Chapter 10 #2

“You’re a fool,” Margaret said quietly as they crossed the courtyard toward the servants’ quarters. “Getting close to the governess. The widow sees everything. Knows everything. And she doesn’t tolerate anything that threatens her control.”

“I didna ask for your opinion.” The words came out harsher than he’d intended, but he was too wrung out to soften them.

“No, but you need it.” Margaret stopped near the entrance to the quarters, moonlight silvering the grey in her hair. “Duncan tried to keep his head down. Worked hard. Never complained. But he made one mistake—he fell in love. With one of the slave women.”

Brodie said nothing, but she continued anyway.

“The widow found out. Sold the woman’s contract to one of the brothels in Port Royal. Duncan went quiet after that. Stopped eating. Stopped talking. Just went through the motions like he was already dead.”

Her voice dropped lower. “Three nights ago, Sarah—one of the kitchen girls—saw the widow’s men taking him through the gardens.

Not toward the road. Not toward the docks.

Toward the old garden, the place we’re told never to go.

” She paused, her hand tightening on his arm.

“No one’s seen him since. No body. No announcement. Just... gone.”

The image settled in Brodie’s mind with terrible clarity. Duncan being led through darkness toward something unknown. The widow’s men. The old garden where Maddie had first appeared.

What had the widow said? I had to make certain adjustments.

“The governess is marked now,” Margaret continued.

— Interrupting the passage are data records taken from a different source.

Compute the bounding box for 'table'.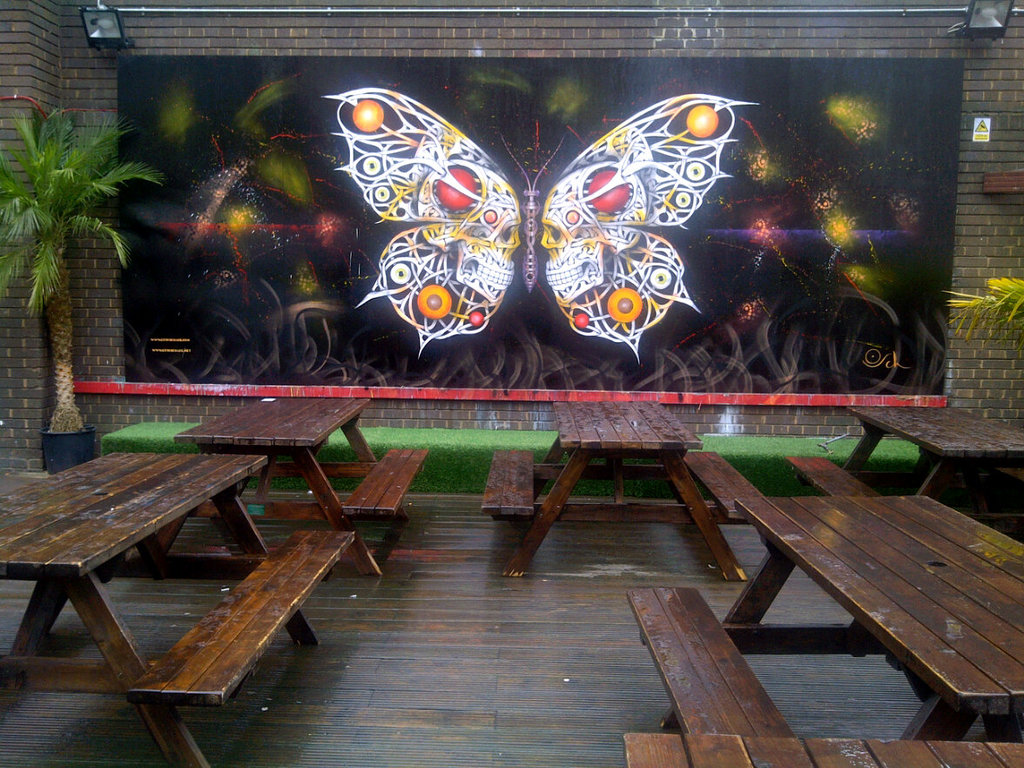
(left=139, top=394, right=386, bottom=578).
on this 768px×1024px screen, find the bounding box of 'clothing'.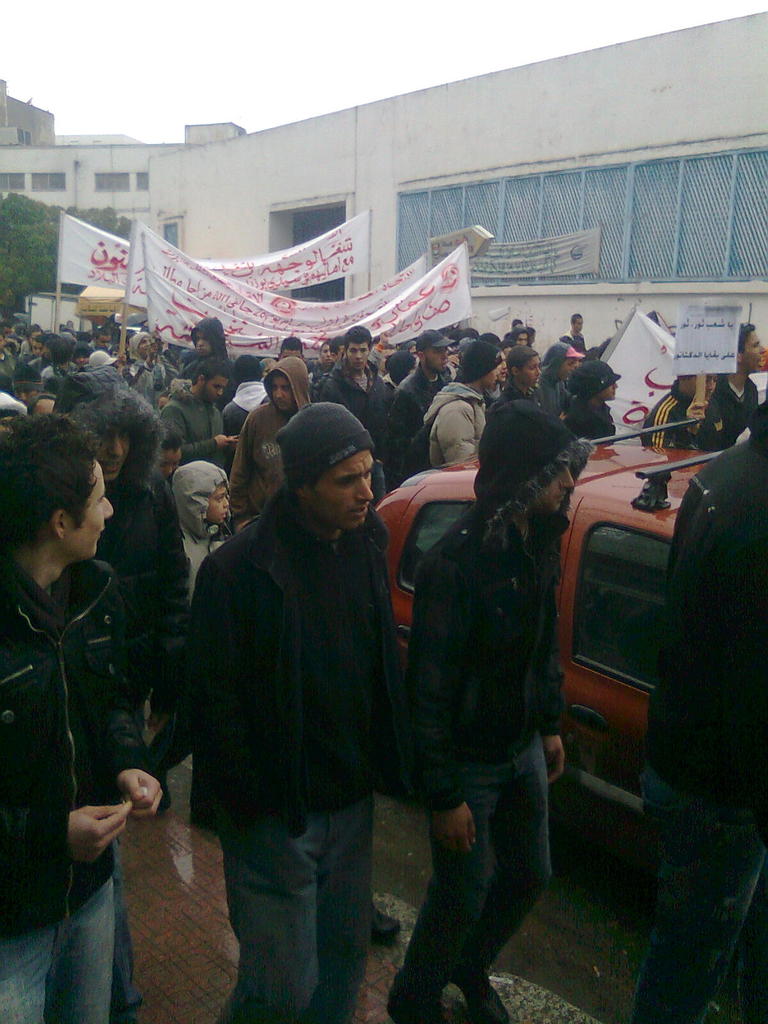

“Same as you. The widow’s decided you’re dangerous—not because of what you’ve done, but because of what she thinks you might do.

Together.” She released his arm. “So either you stay away from her completely, or you both disappear like Duncan.” Then she sighed.

“I know ye think I told her, but she already knew. I saw it in her eyes.” She shrugged.

“Might as well get a few coins for telling what’s already known. ”

She left him standing there in the moonlight, her confession and warning hanging in the air like the scent of smoke.

Fists clenched, he made his way into the stables, nodding to Thomas. There was a simple straw pallet, a nail in the wall for him to hang his clothes. He undressed in silence and lay down on the thin mattress.

But sleep wouldn’t come.

The widow collected beautiful things. Everyone knew that she liked everyone to be pleasant to look at. But what else did she collect? What else did she do in the shadows of her plantation, where no one was allowed to look too closely?

Either you stay away from her completely, or you both disappear like Duncan.

The smart choice was obvious. Keep his head down. Avoid Maddie entirely. Work in the stables and wait for his contract to expire or for some opportunity to escape that wouldn’t endanger anyone else.

The smart choice had kept him alive through Edinburgh, through the slave ship, through four years of piracy and violence and moral compromise.

But when he closed his eyes, all he could see was Maddie standing in that drawing room, terrified but defiant, meeting the widow’s threats with a steady voice even though he’d seen her hands shaking.

She reminded him of someone he’d been once. Before Anne’s betrayal. Before he’d learned that survival required forgetting who you used to be.

Maddie still believed that right and wrong mattered. That kindness was worth the cost. That people were worth protecting even when protecting them was dangerous.

And despite everything—despite the widow’s threats and Duncan’s disappearance and the cold logic that said staying away was the only way to survive—Brodie knew with absolute certainty that he wouldn’t abandon her.

Couldn’t.

The realization settled in his chest, heavy and inevitable.

He was already gone. Already lost. Had been since the moment in the courtyard when she’d said, because it was right with such simple conviction, as if there were no other possible answer. That was the moment he’d fallen for her, even though he’d sworn never to care for another woman again.

Margaret was right. He was a fool.

Maddie had woken hope inside him. Or mayhap ’twas the memory of honor. Or the stubborn belief that some things were worth fighting for even when fighting meant losing everything.

Outside, the plantation bell rang the hour—midnight, or near enough. Somewhere in the great house, Maddie lay in her small room, probably as sleepless as he was. Probably frightened, wondering if he’d heed the widow’s warning and stay away.

He wouldn’t.

The widow wanted to keep them separated, to make them believe they were alone and powerless. That was how she maintained control—by isolating people, by making them think survival required submission.

But she’d shown her hand tonight. Revealed that their connection threatened her, which meant it had power she feared.

Brodie stared at the ceiling, at the shadows cast by moonlight through the single small window, and began to plan.

Because some things—some people—were worth the risk.

And Maddie Carter, with her strange notions and her refusal to accept that cruelty was simply the way of the world, was worth everything.

The widow thought she could control them through fear and separation. She’d learn that some bonds couldn’t be broken by threats or distance. Some bonds were forged in fire—in impossible choices and quiet defiance and the shared understanding that survival without principle wasn’t survival at all.

Just another kind of death.

And Brodie MacLeod had died enough times already.